Infrastructure spending is not job creation

MORRISBURG — During the federal election campaign, the Liberals are touting in their platform that spending on infrastructure is a method to create jobs. While technically accurate, that jobs are created, they are not the kind of jobs needed for long term growth and stability in the Canadian economy.

Setting aside the “Keynesian economic theory” that the progressives like to champion, for a moment, consider what job creation is. According to statisticians, job creation is a new position that did not exist before, in that specific period of time for recording. In other words, a new job created in that specific year. To the person hired for a new job, it is a job, for them, for as long as they can have it. Most people, when hired for a new job, hope to retain that job long-term. Statisticians do not measure job retention, year over year, the same way a regular person does.  This is the fundamental flaw with using infrastructure spending to create jobs.

A construction project under an infrastructure spending program lasts only so long; there is a start date and an end date, once completed the job is over. The person who filled one of the jobs for that project is then out of a job, unless there is another infrastructure job available to the company. But then that job also has a finite timeline to completion. To the worker, that is not long-term employment. It is not stable employment. To the statistician and politician, it is job creation.

The other flaw with infrastructure spending is that it employs only a select portion of workers. Spending billions on infrastructure on building new transit, roads, and bridges sounds good for the trades, but it does not help the Information Technology workers displaced when their jobs were outsourced overseas. Nor does it help nurses who are laid off due to cutbacks at the local hospital. Nor does it help food service workers when the restaurant they work for closes down. Under the “Keynesian” theory, the infrastructure workers would spend their pay, stimulating the economy and creating jobs — the trickle down effect. Theory is not reality. It would take a lot of infrastructure work to cause that and the Liberal plan is not enough in that case.

While some would argue that unemployed or under-employed workers in one sector could retrain to work in another, that takes years to do; up to five years in some of the building trades. By then the infrastructure program is over, the projects are done, and the economy has more unemployed or under-employed workers than before. Yet another problem to deal with.

The other issue with infrastructure-based job creation is the lack of equality between the provinces. A bridge project in Ontario might be won by a Quebec-based company using Quebec-based employees, while there is a high rate of local trades who would get shut out. Meanwhile Ontario-based companies winning contracts in Quebec would have to employ Quebec-based workers because there is no agreement for free-and-fair movement of trade-based employees across provincial boundaries. Ontario allows outside trades, Quebec does not. These imbalances exist in other provinces as well.

Meaningful job creation means creating full-time, long-term employment. Long-term employment leads to stability for the worker and their family, and the ability to plan purchases, make purchases and grow the economy in a sustainable way. Job creation must be fair and equitable to all sectors of the economy, not favouring one sector over another. The best way to do this, is with taxation rates that are competitive, free trade between the provinces, and government-based programs that do not play one sector against the other. Creating jobs using infrastructure spending is not a good way to create jobs.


• About this task:
Return all lines from the entries below in which the word "Business" is present.
(Data Opens)
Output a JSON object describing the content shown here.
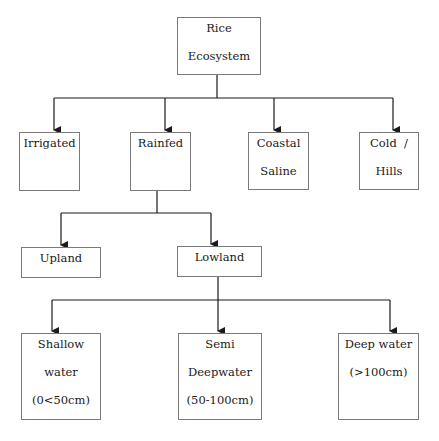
{
  "diagram": {
    "title": "Rice Ecosystem",
    "root": {
      "lines": [
        "Rice",
        "Ecosystem"
      ]
    },
    "level1": [
      {
        "id": "irrigated",
        "lines": [
          "Irrigated"
        ]
      },
      {
        "id": "rainfed",
        "lines": [
          "Rainfed"
        ]
      },
      {
        "id": "coastal-saline",
        "lines": [
          "Coastal",
          "Saline"
        ]
      },
      {
        "id": "cold-hills",
        "lines": [
          "Cold  /",
          "Hills"
        ]
      }
    ],
    "level2": [
      {
        "id": "upland",
        "lines": [
          "Upland"
        ]
      },
      {
        "id": "lowland",
        "lines": [
          "Lowland"
        ]
      }
    ],
    "level3": [
      {
        "id": "shallow-water",
        "lines": [
          "Shallow",
          "water",
          "(0<50cm)"
        ]
      },
      {
        "id": "semi-deepwater",
        "lines": [
          "Semi",
          "Deepwater",
          "(50-100cm)"
        ]
      },
      {
        "id": "deep-water",
        "lines": [
          "Deep water",
          "(>100cm)"
        ]
      }
    ],
    "edges": [
      [
        "Rice Ecosystem",
        "Irrigated"
      ],
      [
        "Rice Ecosystem",
        "Rainfed"
      ],
      [
        "Rice Ecosystem",
        "Coastal Saline"
      ],
      [
        "Rice Ecosystem",
        "Cold / Hills"
      ],
      [
        "Rainfed",
        "Upland"
      ],
      [
        "Rainfed",
        "Lowland"
      ],
      [
        "Lowland",
        "Shallow water (0<50cm)"
      ],
      [
        "Lowland",
        "Semi Deepwater (50-100cm)"
      ],
      [
        "Lowland",
        "Deep water (>100cm)"
      ]
    ],
    "colors": {
      "line": "#1a1a1a",
      "box_border": "#7a7a7a",
      "text": "#1a1a1a",
      "background": "#ffffff"
    }
  }
}
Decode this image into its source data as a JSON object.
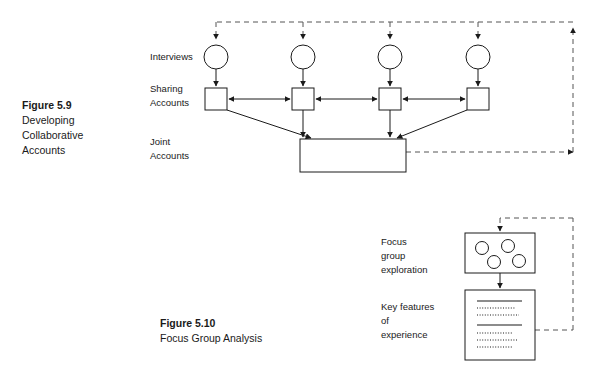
{
  "page": {
    "width": 599,
    "height": 383,
    "background": "#ffffff",
    "ink_color": "#1a1a1a",
    "dashed_color": "#555555"
  },
  "figure_59": {
    "caption": {
      "number": "Figure 5.9",
      "lines": [
        "Developing",
        "Collaborative",
        "Accounts"
      ]
    },
    "row_labels": [
      {
        "id": "interviews",
        "lines": [
          "Interviews"
        ]
      },
      {
        "id": "sharing-accounts",
        "lines": [
          "Sharing",
          "Accounts"
        ]
      },
      {
        "id": "joint-accounts",
        "lines": [
          "Joint",
          "Accounts"
        ]
      }
    ],
    "interview_nodes": [
      {
        "id": "interview-1",
        "cx": 216,
        "cy": 57,
        "r": 12
      },
      {
        "id": "interview-2",
        "cx": 303,
        "cy": 57,
        "r": 12
      },
      {
        "id": "interview-3",
        "cx": 390,
        "cy": 57,
        "r": 12
      },
      {
        "id": "interview-4",
        "cx": 478,
        "cy": 57,
        "r": 12
      }
    ],
    "sharing_nodes": [
      {
        "id": "sharing-1",
        "x": 205,
        "y": 88,
        "w": 22,
        "h": 22
      },
      {
        "id": "sharing-2",
        "x": 292,
        "y": 88,
        "w": 22,
        "h": 22
      },
      {
        "id": "sharing-3",
        "x": 379,
        "y": 88,
        "w": 22,
        "h": 22
      },
      {
        "id": "sharing-4",
        "x": 467,
        "y": 88,
        "w": 22,
        "h": 22
      }
    ],
    "joint_node": {
      "id": "joint-accounts-box",
      "x": 300,
      "y": 139,
      "w": 106,
      "h": 33
    },
    "feedback_loop": {
      "top_y": 22,
      "right_x": 573,
      "bottom_y": 152,
      "left_x": 216,
      "description": "dashed feedback from joint accounts back to all interviews"
    }
  },
  "figure_510": {
    "caption": {
      "number": "Figure 5.10",
      "lines": [
        "Focus Group Analysis"
      ]
    },
    "row_labels": [
      {
        "id": "focus-group-exploration",
        "lines": [
          "Focus",
          "group",
          "exploration"
        ]
      },
      {
        "id": "key-features-of-experience",
        "lines": [
          "Key features",
          "of",
          "experience"
        ]
      }
    ],
    "focus_group_box": {
      "id": "focus-group-box",
      "x": 465,
      "y": 233,
      "w": 70,
      "h": 40,
      "participants": [
        {
          "cx": 482,
          "cy": 248,
          "r": 6.5
        },
        {
          "cx": 508,
          "cy": 246,
          "r": 6.5
        },
        {
          "cx": 494,
          "cy": 262,
          "r": 6.5
        },
        {
          "cx": 519,
          "cy": 261,
          "r": 6.5
        }
      ]
    },
    "key_features_box": {
      "id": "key-features-box",
      "x": 465,
      "y": 290,
      "w": 70,
      "h": 70,
      "content_rows": [
        {
          "type": "rule",
          "x1": 477,
          "x2": 522,
          "y": 301
        },
        {
          "type": "dots",
          "x1": 477,
          "x2": 515,
          "y": 308
        },
        {
          "type": "dots",
          "x1": 477,
          "x2": 519,
          "y": 315
        },
        {
          "type": "rule",
          "x1": 477,
          "x2": 522,
          "y": 325
        },
        {
          "type": "dots",
          "x1": 477,
          "x2": 512,
          "y": 333
        },
        {
          "type": "dots",
          "x1": 477,
          "x2": 517,
          "y": 340
        },
        {
          "type": "dots",
          "x1": 477,
          "x2": 512,
          "y": 347
        }
      ]
    },
    "feedback_loop": {
      "top_y": 218,
      "right_x": 573,
      "bottom_y": 330,
      "left_x": 500,
      "description": "dashed feedback from key features back to focus group"
    }
  }
}
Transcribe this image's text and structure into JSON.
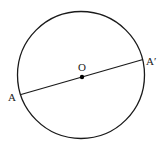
{
  "diagram": {
    "type": "circle-with-diameter",
    "center_label": "O",
    "endpoint_labels": {
      "start": "A",
      "end": "A′"
    },
    "stroke_color": "#1a1a1a",
    "center_point_color": "#000000"
  }
}
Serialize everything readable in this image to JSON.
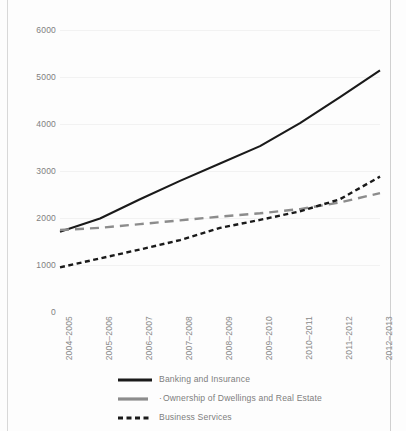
{
  "chart_data": {
    "type": "line",
    "title": "",
    "xlabel": "",
    "ylabel": "",
    "ylim": [
      0,
      6000
    ],
    "yticks": [
      0,
      1000,
      2000,
      3000,
      4000,
      5000,
      6000
    ],
    "grid": true,
    "legend_position": "bottom",
    "categories": [
      "2004–2005",
      "2005–2006",
      "2006–2007",
      "2007–2008",
      "2008–2009",
      "2009–2010",
      "2010–2011",
      "2011–2012",
      "2012–2013"
    ],
    "series": [
      {
        "name": "Banking and Insurance",
        "style": "solid",
        "color": "#1a1a1a",
        "values": [
          1710,
          1990,
          2400,
          2790,
          3160,
          3530,
          4020,
          4570,
          5140
        ]
      },
      {
        "name": "Ownership of Dwellings and Real Estate",
        "style": "dashed",
        "color": "#8c8c8c",
        "values": [
          1745,
          1790,
          1870,
          1950,
          2030,
          2100,
          2190,
          2330,
          2530
        ]
      },
      {
        "name": "Business Services",
        "style": "dotted-dash",
        "color": "#1a1a1a",
        "values": [
          950,
          1140,
          1330,
          1530,
          1790,
          1960,
          2140,
          2400,
          2880
        ]
      }
    ]
  },
  "legend": {
    "items": [
      {
        "label": "Banking and Insurance",
        "marker": "",
        "style": "solid",
        "color": "#1a1a1a"
      },
      {
        "label": "Ownership of Dwellings and Real Estate",
        "marker": "·",
        "style": "dashed",
        "color": "#8c8c8c"
      },
      {
        "label": "Business Services",
        "marker": "",
        "style": "dotted-dash",
        "color": "#1a1a1a"
      }
    ]
  }
}
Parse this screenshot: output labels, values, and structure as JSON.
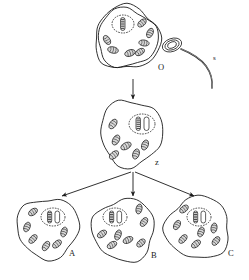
{
  "diagram": {
    "background_color": "#ffffff",
    "stroke_color": "#1a1a1a",
    "mito_fill": "#d8d8d8",
    "nucleus_fill": "#ffffff"
  },
  "labels": {
    "ovum": "O",
    "sperm": "s",
    "zygote": "z",
    "cell_a": "A",
    "cell_b": "B",
    "cell_c": "C"
  },
  "cells": [
    {
      "id": "ovum",
      "label": "O",
      "label_x": 158,
      "label_y": 70,
      "cx": 127,
      "cy": 38,
      "rx": 30,
      "ry": 29,
      "double_membrane": true,
      "nucleus": {
        "cx": 123,
        "cy": 24,
        "rx": 11,
        "ry": 9
      },
      "chromosomes": [
        {
          "x": 120.5,
          "y": 17.5,
          "w": 4.5,
          "h": 13,
          "striped": true
        }
      ],
      "mitochondria": [
        {
          "cx": 142,
          "cy": 23,
          "rx": 5.0,
          "ry": 3.0,
          "rot": -42
        },
        {
          "cx": 150,
          "cy": 33,
          "rx": 5.0,
          "ry": 3.0,
          "rot": -65
        },
        {
          "cx": 144,
          "cy": 43,
          "rx": 5.2,
          "ry": 3.0,
          "rot": 8
        },
        {
          "cx": 113,
          "cy": 50,
          "rx": 5.4,
          "ry": 3.2,
          "rot": 12
        },
        {
          "cx": 130,
          "cy": 53,
          "rx": 5.4,
          "ry": 3.2,
          "rot": -18
        },
        {
          "cx": 140,
          "cy": 52,
          "rx": 5.0,
          "ry": 3.0,
          "rot": -32
        },
        {
          "cx": 107,
          "cy": 40,
          "rx": 5.0,
          "ry": 3.0,
          "rot": 58
        }
      ]
    },
    {
      "id": "zygote",
      "label": "z",
      "label_x": 155,
      "label_y": 165,
      "cx": 131,
      "cy": 133,
      "rx": 31,
      "ry": 33,
      "double_membrane": false,
      "nucleus": {
        "cx": 142,
        "cy": 124,
        "rx": 13,
        "ry": 10
      },
      "chromosomes": [
        {
          "x": 136,
          "y": 117,
          "w": 4.5,
          "h": 13.5,
          "striped": true
        },
        {
          "x": 144,
          "y": 117,
          "w": 5.0,
          "h": 13.5,
          "striped": false
        }
      ],
      "mitochondria": [
        {
          "cx": 113,
          "cy": 124,
          "rx": 5.4,
          "ry": 3.2,
          "rot": -55
        },
        {
          "cx": 116,
          "cy": 140,
          "rx": 5.4,
          "ry": 3.2,
          "rot": -62
        },
        {
          "cx": 126,
          "cy": 146,
          "rx": 5.6,
          "ry": 3.2,
          "rot": -28
        },
        {
          "cx": 114,
          "cy": 155,
          "rx": 5.4,
          "ry": 3.2,
          "rot": -40
        },
        {
          "cx": 136,
          "cy": 154,
          "rx": 5.2,
          "ry": 3.2,
          "rot": -72
        },
        {
          "cx": 145,
          "cy": 145,
          "rx": 5.2,
          "ry": 3.2,
          "rot": -68
        }
      ]
    },
    {
      "id": "cell_a",
      "label": "A",
      "label_x": 69,
      "label_y": 256,
      "cx": 48,
      "cy": 228,
      "rx": 31,
      "ry": 30,
      "double_membrane": false,
      "nucleus": {
        "cx": 53,
        "cy": 217,
        "rx": 12,
        "ry": 9
      },
      "chromosomes": [
        {
          "x": 47.5,
          "y": 211,
          "w": 4.2,
          "h": 12,
          "striped": true
        },
        {
          "x": 55,
          "y": 211,
          "w": 4.6,
          "h": 12,
          "striped": false
        }
      ],
      "mitochondria": [
        {
          "cx": 33,
          "cy": 212,
          "rx": 5.0,
          "ry": 3.0,
          "rot": -35
        },
        {
          "cx": 27,
          "cy": 227,
          "rx": 5.0,
          "ry": 3.0,
          "rot": -68
        },
        {
          "cx": 33,
          "cy": 239,
          "rx": 5.2,
          "ry": 3.0,
          "rot": -48
        },
        {
          "cx": 46,
          "cy": 246,
          "rx": 5.2,
          "ry": 3.0,
          "rot": -58
        },
        {
          "cx": 57,
          "cy": 244,
          "rx": 5.2,
          "ry": 3.0,
          "rot": -40
        },
        {
          "cx": 64,
          "cy": 232,
          "rx": 5.0,
          "ry": 3.0,
          "rot": -72
        }
      ]
    },
    {
      "id": "cell_b",
      "label": "B",
      "label_x": 151,
      "label_y": 258,
      "cx": 124,
      "cy": 230,
      "rx": 31,
      "ry": 31,
      "double_membrane": false,
      "nucleus": {
        "cx": 115,
        "cy": 217,
        "rx": 12,
        "ry": 9
      },
      "chromosomes": [
        {
          "x": 109.5,
          "y": 211,
          "w": 4.2,
          "h": 12,
          "striped": true
        },
        {
          "x": 117,
          "y": 211,
          "w": 4.6,
          "h": 12,
          "striped": false
        }
      ],
      "mitochondria": [
        {
          "cx": 139,
          "cy": 209,
          "rx": 5.0,
          "ry": 3.0,
          "rot": -78
        },
        {
          "cx": 144,
          "cy": 222,
          "rx": 5.0,
          "ry": 3.0,
          "rot": -55
        },
        {
          "cx": 102,
          "cy": 234,
          "rx": 5.2,
          "ry": 3.0,
          "rot": -35
        },
        {
          "cx": 118,
          "cy": 235,
          "rx": 5.2,
          "ry": 3.0,
          "rot": -70
        },
        {
          "cx": 128,
          "cy": 240,
          "rx": 5.2,
          "ry": 3.0,
          "rot": -25
        },
        {
          "cx": 112,
          "cy": 245,
          "rx": 5.2,
          "ry": 3.0,
          "rot": -30
        },
        {
          "cx": 141,
          "cy": 243,
          "rx": 5.0,
          "ry": 3.0,
          "rot": -42
        }
      ]
    },
    {
      "id": "cell_c",
      "label": "C",
      "label_x": 228,
      "label_y": 256,
      "cx": 198,
      "cy": 228,
      "rx": 32,
      "ry": 31,
      "double_membrane": false,
      "nucleus": {
        "cx": 199,
        "cy": 217,
        "rx": 12,
        "ry": 9
      },
      "chromosomes": [
        {
          "x": 193.5,
          "y": 211,
          "w": 4.2,
          "h": 12,
          "striped": true
        },
        {
          "x": 201,
          "y": 211,
          "w": 4.6,
          "h": 12,
          "striped": false
        }
      ],
      "mitochondria": [
        {
          "cx": 184,
          "cy": 209,
          "rx": 5.0,
          "ry": 3.0,
          "rot": -40
        },
        {
          "cx": 177,
          "cy": 225,
          "rx": 5.0,
          "ry": 3.0,
          "rot": -62
        },
        {
          "cx": 183,
          "cy": 239,
          "rx": 5.2,
          "ry": 3.0,
          "rot": -48
        },
        {
          "cx": 196,
          "cy": 244,
          "rx": 5.2,
          "ry": 3.0,
          "rot": -38
        },
        {
          "cx": 201,
          "cy": 232,
          "rx": 5.0,
          "ry": 3.0,
          "rot": -70
        },
        {
          "cx": 214,
          "cy": 228,
          "rx": 5.0,
          "ry": 3.0,
          "rot": -80
        },
        {
          "cx": 216,
          "cy": 241,
          "rx": 5.0,
          "ry": 3.0,
          "rot": -52
        }
      ]
    }
  ],
  "sperm": {
    "label": "s",
    "label_x": 213,
    "label_y": 60,
    "head": {
      "cx": 172,
      "cy": 45,
      "rx": 10,
      "ry": 6.5,
      "rot": -20
    },
    "tail_path": "M181,49 C191,53 200,58 206,66 C211,73 213,80 212,88"
  },
  "arrows": [
    {
      "id": "arrow-ovum-to-zygote",
      "x1": 133,
      "y1": 79,
      "x2": 133,
      "y2": 99
    },
    {
      "id": "arrow-zygote-to-a",
      "x1": 131,
      "y1": 172,
      "x2": 62,
      "y2": 196
    },
    {
      "id": "arrow-zygote-to-b",
      "x1": 133,
      "y1": 172,
      "x2": 133,
      "y2": 196
    },
    {
      "id": "arrow-zygote-to-c",
      "x1": 135,
      "y1": 172,
      "x2": 194,
      "y2": 196
    }
  ]
}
(Data Closes)
• Output for this task:
        "name": "Business Services",
        "label": "Business Services",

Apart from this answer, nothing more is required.